Collinson Black, but its main focus is
Whately's work on political economy: Introductory Lectures on Political Economy
(London: John W. Parker and Son, 1831; 4th edn., enlarged, 1855).
Sidgwick refers to Whately just once in PPE. (Whately was a mentor and supporter of
Cairnes, cited sup.) There is an article on Whately in The Encyclopedia of
Philosophy, viii: 287-8, by Mary Prior, but it is devoted solely to discussing
Whately's Elements of Logic (London, 1826)
and his Elements of Rhetoric (London, 1828), says nothing about his work in ethics.
So I am outnumbered, but that does not prove wrong my contention that Whately
was a significant and intelligent moral philosopher, if only for his sagacious
comments on Paley.
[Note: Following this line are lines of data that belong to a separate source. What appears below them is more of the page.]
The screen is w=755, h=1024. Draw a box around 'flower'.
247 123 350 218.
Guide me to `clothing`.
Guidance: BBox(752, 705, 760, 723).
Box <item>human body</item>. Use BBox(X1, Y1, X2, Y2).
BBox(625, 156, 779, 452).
Cf. Bain, The Moral Philosophy of Paley, with Additional
Dissertations and Discussions; also Whewell, On the Foundations of Morals.]
Whewell, William (1794-1866), On the Foundations of Morals, Four Sermons
Preached before The University of Cambridge, November 1837 (Cambridge:
Cambridge University Press, and London: John W. Parker, n.d., prob. 1837): 'In the
following Discourses, disapprobation is expressed of a work now in use in the
Examinations of the University of Cambridge,—Paley's Moral Philosophy. . . . [T]he
evils which arise from the countenance thus afforded to the principles of Paley's
system are so great, as to make it desirable to withdraw our sanction from his
doctrines without further delay. . . ' (p. v). There is a very brief—too brief—essay
about Whewell by Alan Donagan in Encyclopedia of Ethics, ii: 1314-15, and another
very brief article, by L. Jonathan Cohen, in The Oxford Companion to Philosophy,
909. However, see the essays by Donagan and Schneewind listed sup.; also the
article in The New Palgrave, iv: 900-1, by G. Campanelli, and the article by Robert
Blanché in The Encyclopedia of Philosophy, viii: 288-9.
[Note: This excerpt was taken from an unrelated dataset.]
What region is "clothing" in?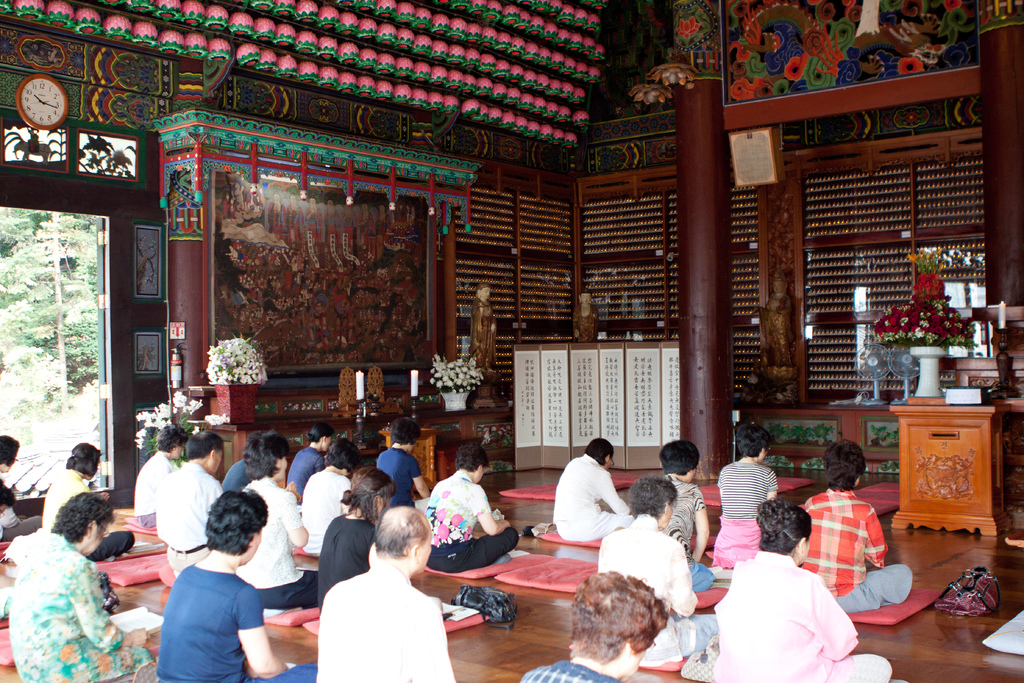
select_region(287, 446, 326, 501).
—— Elements of Morality, Including Polity, 2 vols. (London, 1845; 2nd edn., 1848;
3rd edn., 1854). [Discussed overtly, but only briefly, by Sidgwick in the History, 233-
4; in The Methods Sidgwick refers to Whewell in only the most cursory way (e.g. p.
58), even though it is evident that in large portions of his discussion of intuitionism it
is Whewell's view that he has in mind and is reacting to. See J. S. Mill's essay on
Whewell, listed sup. in Schneewind's Mill's Ethical Writings, and in Mill's Dissertations
and Discussions, iii.]
end p.328
—— Lectures on Systematic Morality (London: John W. Parker, 1846). [Actually
necessary for understanding the Elements of Morality; as Whewell says in his
preface, 'they contain a kind of commentary on some parts of the two volumes on
The Elements of Morality. . . ']
—— Lectures on the History of Moral Philosophy (Cambridge: Deighton, Bell and
Co., 1852; 2nd edn., enlarged, 1862). See pp. vi-x of the preface to the 2nd edn. for
a retort to Mr Pattison (cited sup.). The following sentence conveys some of the
flavor of Whewell's writing: 'If Mr Pattison had done me the honour to attend to the
Lectures which he has quoted, he would hardly have expected that this argument
would appear to me of any force.'
—— Six Lectures on Political Economy (Cambridge: Cambridge University Press,
1862).
Whittaker, Edmund, A History of Economic Ideas (New York and London: Longmans,
Green and Co., 1940). [Discusses Sidgwick's ideas on pp. 162-3, 226-7, 312, 348-
50, 397, 559. In particular, pp. 349-50 discuss Sidgwick's utilitarian theory of
population as stated in The Methods (and in Ch. 1 this vol.).]
Wollaston, William (1660-1724), The Religion of Nature Delineated (1722).
Discussed, very briefly, by Sidgwick in the History, 198. See the articles by Ernest
Campbell Mossner in The Encyclopedia of Philosophy, viii: 344-5, by Charlotte
Brown in Encyclopedia of Ethics, ii: 1327-8, and by Elizabeth Radcliffe in The
Cambridge Dictionary of Philosophy, 981.